The video posted to its German Instagram and Facebook FB, +1.52% accounts showed a pair of oversized white hands appearing to push and pull a black man away from a yellow VW Golf 8 car packed on a street. The Volkswagen VWAGY, -0.49% advert was supposed to mimic popular social media videos that show one person appearing to be controlled by another like a puppet, but something was definitely lost in translation.

What’s more, one of the white hands then flicked the black man into a cafe called “Petit Colon,” which translates into “Little Settler” from French to English, or “Little Colonist” from German to English, the BBC reported.

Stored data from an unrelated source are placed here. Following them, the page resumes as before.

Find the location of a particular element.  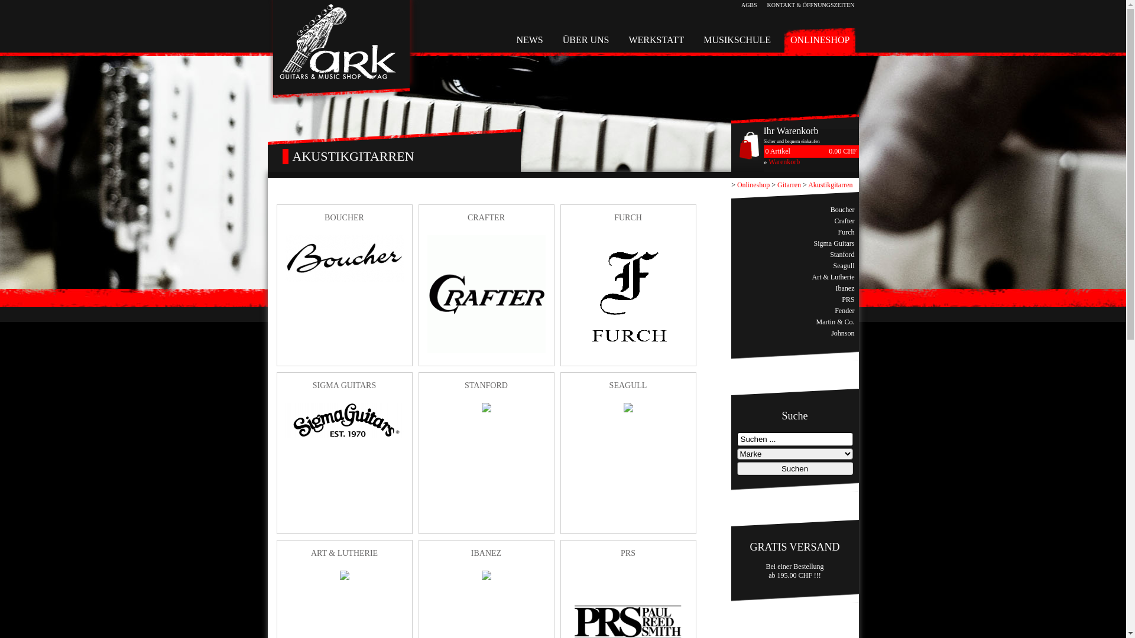

Akustikgitarren is located at coordinates (830, 185).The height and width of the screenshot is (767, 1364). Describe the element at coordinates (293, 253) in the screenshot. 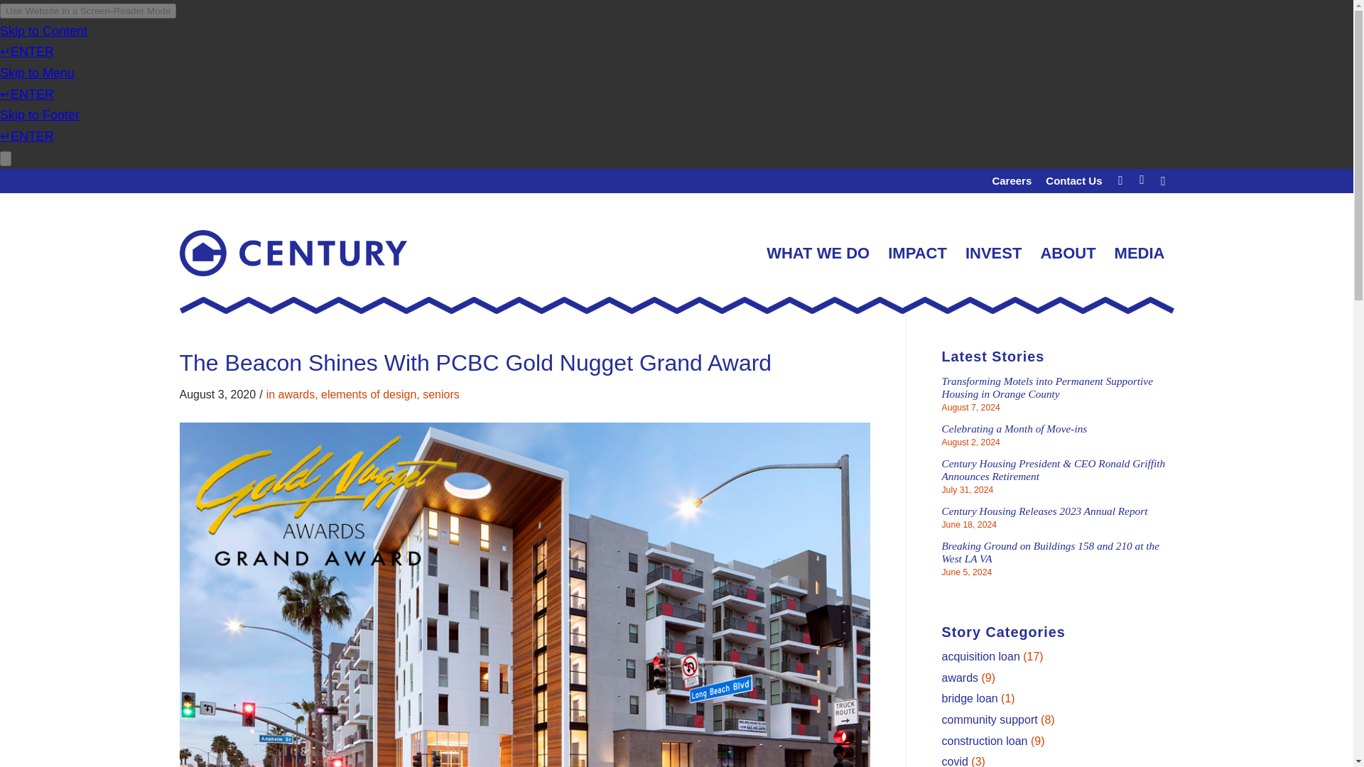

I see `Century-logo` at that location.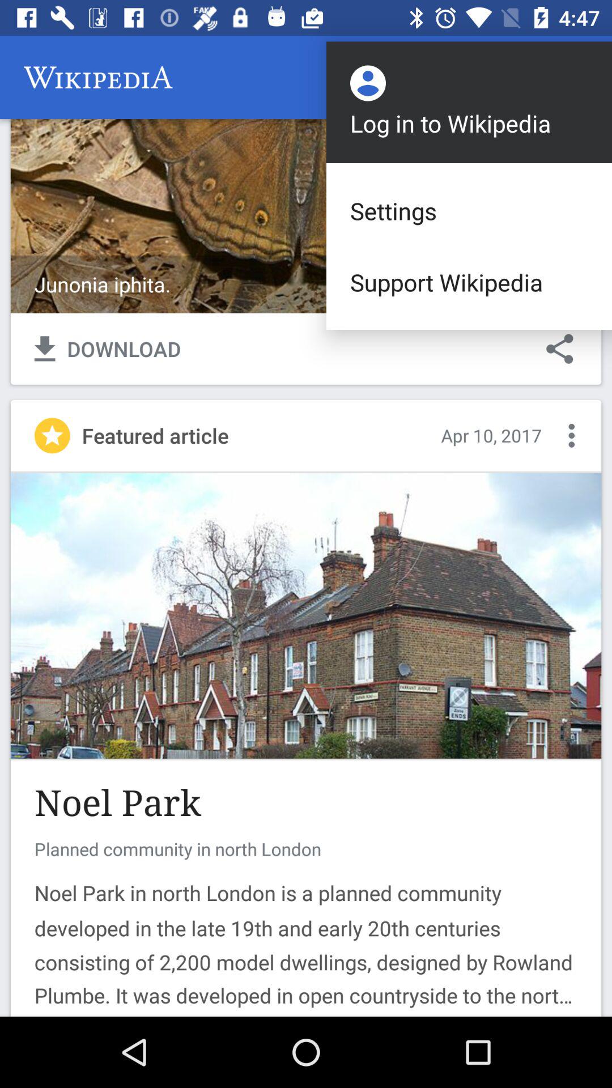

German television also noted that the letters that start appearing on the screen afterward first spell out “neger” — which can be used as the German equivalent of the n-word — before merging into the slogan “Der Neue Golf,” or “The New Golf.”

The online backlash was swift, with many on Twitter TWTR, +0.86% sharing saved clips and screenshots of the now-deleted ad, and calling out Volkswagen’s roots in the German Nazi party.

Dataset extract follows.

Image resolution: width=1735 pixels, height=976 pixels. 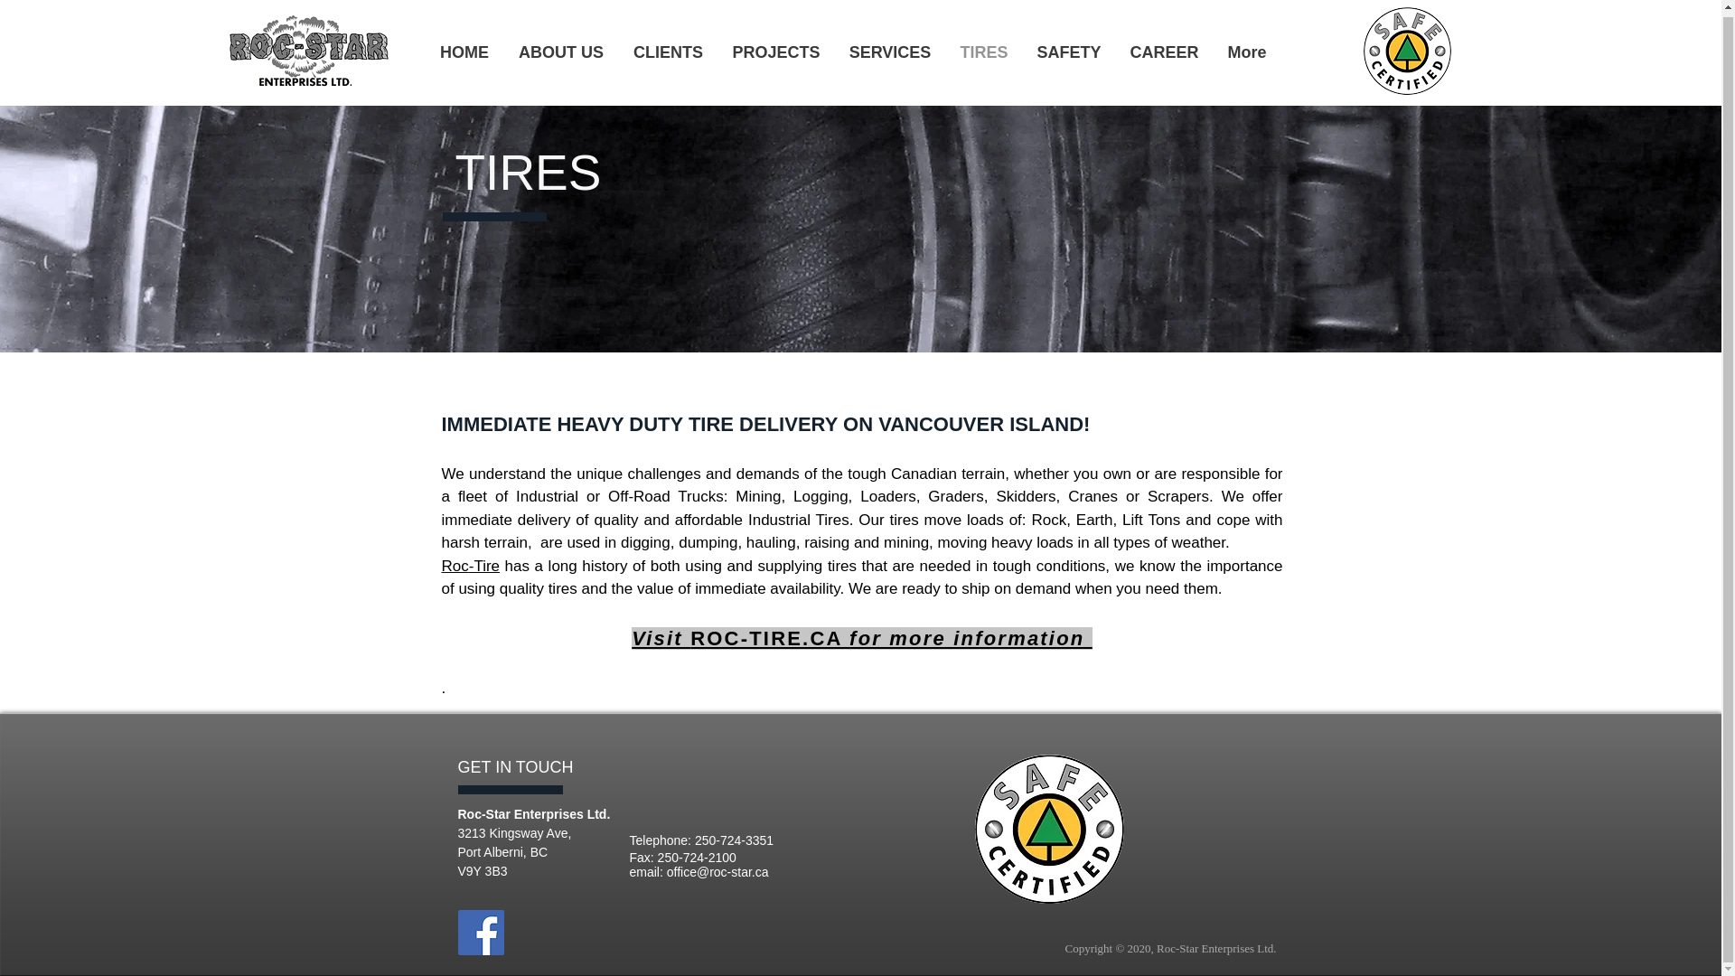 What do you see at coordinates (1164, 49) in the screenshot?
I see `CAREER` at bounding box center [1164, 49].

The German auto maker originally responded that it was “surprised and shocked that our Instagram story could be so misunderstood” on Instagram, the BBC reported. But by Wednesday, it had pulled the ad, and issued a lengthy, formal apology where it admitted the spot was racist.

“We posted a racist advertising video on Volkswagen’s Instagram channel,” the VW brand’s head of sales and marketing Jürgen Stackmann and group head of diversity Elke Heitmüller wrote in a statement posted on Twitter and shared on LinkedIn on Wednesday. “We understand the public outrage at this. Because we’re horrified, too.”

“On behalf of Volkswagen AG, we apologize to the public at large for this film,” the statement as translated by Reuters continues. “And we apologize in particular to those who feel personally hurt by the racist content because of their own history.” Here it is in full:

Volkswagen USA posted on its social media channels that the ad’s content was “unacceptable on many levels,” and that “the advertisement by our colleagues was in poor taste and not an accurate reflection of our views or values. We sincerely apologize to anyone offended and everyone who viewed.”